Pacing (CFS/ME / chronic pain) Activity pacing — stay within the "energy envelope." Do a fixed quota of activity regardless of how well or unwell the patient feels (prevents boom-bust cycle). Use a symptom diary to establish baseline tolerance, then very gradually increase (by no more than 10% per week). Rest is scheduled, not collapse-driven. This is the active rehabilitation principle for CFS/ME per NICE NG206.
Graded activity (fibromyalgia / chronic pain) Aerobic exercise is one of the most evidence-based treatments for fibromyalgia — reduces pain intensity by 20–30% (NNT ≈ 3 for ≥30% pain reduction). Start very low (5–10 min walking), increase by 2–3 min every 1–2 weeks. Water-based exercise (hydrotherapy) has lower pain impact. Goal: 30 min moderate intensity 3–5× per week. Physiotherapy referral for supervised programme.
Sleep hygiene Poor sleep dramatically amplifies pain perception and functional symptom severity. Evidence for 1–4 hours less sleep per night causing 10× amplification of pain sensitivity. Consistent sleep schedule, dark cool bedroom, no screens 60 min before bed, CBT-I for insomnia (IAPT). Low-dose amitriptyline improves sleep in fibromyalgia and MUS patients.
Stress and psychological skills Mindfulness-based stress reduction (MBSR) — 8-week programme — reduces fibromyalgia pain, IBS symptoms, and anxiety by 25–40%. Breathing exercises for functional symptoms (slow diaphragmatic breathing reduces autonomic dysregulation). Relaxation techniques (progressive muscular relaxation). IAPT online resources available without GP referral (self-refer): www.nhs.uk/mental-health
Social engagement and purpose Social isolation worsens all MUS conditions — chronic pain, fibromyalgia, CFS/ME, depression, anxiety. Meaningful activity, volunteer work, peer support groups. Social prescribing via GP link worker — community connections, voluntary organisations, green social prescribing (gardening, outdoor activities). Reducing sick role identity.
Reducing reassurance seeking Reassurance seeking (checking symptoms online, repeated GP appointments for the same symptom) is a compulsive safety behaviour that maintains health anxiety. Agree with patient: specific scheduled GP appointments (not crisis-driven), no repeat investigations for stable symptoms, no symptom checking apps. This is a key target of CBT for health anxiety.
Diet (IBS / functional GI) Low-FODMAP diet (dietitian supervised) — reduces IBS symptoms in 70%. Regular meals (3 meals + 2 snacks — prevents gut hypersensitivity from prolonged fasting). Reduce caffeine, alcohol, carbonated drinks (gut irritants). Increase soluble fibre (oats, flaxseed) gradually. Probiotics (Alflorex — Bifidobacterium longum 35624) — modest evidence for IBS.
Patient education resources NeuroSymptoms.org (FND — free, evidence-based) · The Mighty (chronic illness peer support) · Pain Toolkit (paintoolkit.org) · ME Association (meassociation.org.uk) · Action for ME (actionforme.org.uk) · IBS Network (theibsnetwork.org) · CALM (fibromyalgia — calmscotland.org.uk). Social prescribing to local MUS/chronic pain support groups.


● WHAT TO DO: Pick each line containing the word "name" out of the data below.
--- RECORDS FOR THE TASK ---
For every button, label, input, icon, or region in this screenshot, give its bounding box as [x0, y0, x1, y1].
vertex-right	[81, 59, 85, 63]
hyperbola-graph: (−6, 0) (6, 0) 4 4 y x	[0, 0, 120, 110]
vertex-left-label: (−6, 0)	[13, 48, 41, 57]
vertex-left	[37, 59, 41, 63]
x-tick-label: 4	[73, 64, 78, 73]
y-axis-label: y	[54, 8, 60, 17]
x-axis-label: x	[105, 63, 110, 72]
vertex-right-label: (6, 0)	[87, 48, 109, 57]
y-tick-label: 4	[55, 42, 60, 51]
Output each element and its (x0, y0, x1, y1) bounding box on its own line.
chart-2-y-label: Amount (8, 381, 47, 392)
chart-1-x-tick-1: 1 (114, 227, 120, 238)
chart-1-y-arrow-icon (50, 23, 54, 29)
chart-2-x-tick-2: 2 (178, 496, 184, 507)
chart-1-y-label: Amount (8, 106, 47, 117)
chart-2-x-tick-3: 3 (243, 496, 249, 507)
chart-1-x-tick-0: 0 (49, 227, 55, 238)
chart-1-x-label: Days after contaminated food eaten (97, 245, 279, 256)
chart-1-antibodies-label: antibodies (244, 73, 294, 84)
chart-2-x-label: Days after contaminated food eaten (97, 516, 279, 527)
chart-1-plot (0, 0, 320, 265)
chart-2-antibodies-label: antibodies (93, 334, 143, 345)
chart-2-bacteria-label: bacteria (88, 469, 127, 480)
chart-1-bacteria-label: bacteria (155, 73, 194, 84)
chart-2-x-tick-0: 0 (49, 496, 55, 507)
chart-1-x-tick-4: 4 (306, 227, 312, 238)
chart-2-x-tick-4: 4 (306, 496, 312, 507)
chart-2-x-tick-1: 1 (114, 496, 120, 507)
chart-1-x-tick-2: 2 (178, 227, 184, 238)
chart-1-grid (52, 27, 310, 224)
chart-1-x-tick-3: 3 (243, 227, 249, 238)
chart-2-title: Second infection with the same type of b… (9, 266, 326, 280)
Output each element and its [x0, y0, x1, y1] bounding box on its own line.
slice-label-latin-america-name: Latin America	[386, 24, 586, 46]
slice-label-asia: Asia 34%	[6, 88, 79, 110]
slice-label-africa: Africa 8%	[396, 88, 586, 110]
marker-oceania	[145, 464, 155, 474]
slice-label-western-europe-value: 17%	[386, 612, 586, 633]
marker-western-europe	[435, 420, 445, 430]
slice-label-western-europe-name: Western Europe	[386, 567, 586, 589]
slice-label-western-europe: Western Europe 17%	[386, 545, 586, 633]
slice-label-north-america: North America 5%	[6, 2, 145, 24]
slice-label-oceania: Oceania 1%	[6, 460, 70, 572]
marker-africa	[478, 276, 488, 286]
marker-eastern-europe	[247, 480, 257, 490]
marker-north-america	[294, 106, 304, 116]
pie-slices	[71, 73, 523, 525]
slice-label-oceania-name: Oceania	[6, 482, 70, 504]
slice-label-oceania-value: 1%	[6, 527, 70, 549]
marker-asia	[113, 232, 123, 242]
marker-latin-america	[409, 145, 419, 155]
---
● RESPONSE BELOW:
slice-label-latin-america-name: Latin America	[386, 24, 586, 46]
slice-label-western-europe-name: Western Europe	[386, 567, 586, 589]
slice-label-oceania-name: Oceania	[6, 482, 70, 504]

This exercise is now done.